Media Watch

Vatican Euros Sell Out in Three Hours

NEWS24.COM, April 2 — Just three hours after they went on sale, rare Vatican euro coins sold out April 2, disappointing many collectors who waited in line since the night before.

Crowds rushed to collect the coins at an office near St. Paul's Basilica. They were sold outside the Vatican for security reasons, the news site reported. The coins feature a profile of Pope John Paul II and are part of a limited series of Vatican euro coins.

Only one set of the two different sets of Vatican coins were available April 2, selling for $25-$30.

Euro coins are different in each of the 12 countries that use the single currency. The Vatican won the right in 1929 to mint its own coins and adopted the euro in 2001, the same time Italy adopted it.

Passion Raises Town of Matera From the Dead

THE OBSERVER (U.K.), April 4 — Matera, Italy, was a little-known sleepy hilltop town in the “instep” of the Italian boot until Mel Gibson showed up in late 2002.

He and his crew chose the town as the setting for The Passion of the Christ. They also chose about 600 locals from 20,000 who turned out to be extras — earning about $70-$110 a day — in the film. Now the location is becoming quite the tourist attraction.

Matera Turismo has begun taking reservations from Americans for its Passion Tour, which takes tourists to the sites where the Last Supper and Crucifixion scenes were filmed, the Observer reported. At the three-star Alberga Italia, guests can book the room where Gibson stayed and where the maid, Maria, can tell of how she converted the room's mini-bar into an altar for early-morning prayers.

“There's no work,” said one of the extras in the film. “So it's a good thing people like making films here. At least I can earn a bit of cash that way.”

Cardinal: Israel Treats Religious Like ‘Immigrants’

AGENCE FRANCE-PRESSE, April 2 — A top Vatican cardinal has accused Israel of treating priests and nuns like immigrants by denying them resident visas in the Holy Land.

Cardinal Rober t Tucci, the former papal master of ceremonies for the Holy Father's trips abroad, on April 2 called on Christian members of the European Parliament to protest Israel's actions.

“I think that we need to make representations to those members of the European Parliament and European institutions who more or less officially belong to the Christian faith and who would have the duty to inter vene on a political level,” he said on Vatican Radio.

Cardinal Tucci said Father David Jaeger, the head of the Franciscan order in the Holy Land, complained the Israeli government was treating religious like “clandestine immigrants.”

“At the moment the Israeli government has many concerns,” the cardinal said. “But hindering the release of residence permits to nuns and religious workers is creating great difficulty to the development of the local Christian and Catholic churches in Israel and in the Palestinian territories.”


## Task item
Give again only those lines from the start of the entries through the line holding "What are the", leaving them as they are.

START Exercise materials

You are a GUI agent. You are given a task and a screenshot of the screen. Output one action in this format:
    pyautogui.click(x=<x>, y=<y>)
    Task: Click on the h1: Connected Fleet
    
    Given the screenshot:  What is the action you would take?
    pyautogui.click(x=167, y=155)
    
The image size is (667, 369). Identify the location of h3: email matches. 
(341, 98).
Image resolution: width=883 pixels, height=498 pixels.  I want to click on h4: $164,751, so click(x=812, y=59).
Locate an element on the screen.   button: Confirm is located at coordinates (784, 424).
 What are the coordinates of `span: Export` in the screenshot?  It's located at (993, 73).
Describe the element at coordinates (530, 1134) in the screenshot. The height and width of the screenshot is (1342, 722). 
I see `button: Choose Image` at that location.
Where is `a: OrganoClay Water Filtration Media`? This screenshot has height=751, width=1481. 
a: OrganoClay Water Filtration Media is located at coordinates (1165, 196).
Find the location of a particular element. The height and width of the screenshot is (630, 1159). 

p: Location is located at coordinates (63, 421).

END Exercise materials

## Answer to the exercise
You are a GUI agent. You are given a task and a screenshot of the screen. Output one action in this format:
    pyautogui.click(x=<x>, y=<y>)
    Task: Click on the h1: Connected Fleet
    
    Given the screenshot:  What is the action you would take?
    pyautogui.click(x=167, y=155)
    
The image size is (667, 369). Identify the location of h3: email matches. 
(341, 98).
Image resolution: width=883 pixels, height=498 pixels.  I want to click on h4: $164,751, so click(x=812, y=59).
Locate an element on the screen.   button: Confirm is located at coordinates (784, 424).
 What are the coordinates of `span: Export` in the screenshot?  It's located at (993, 73).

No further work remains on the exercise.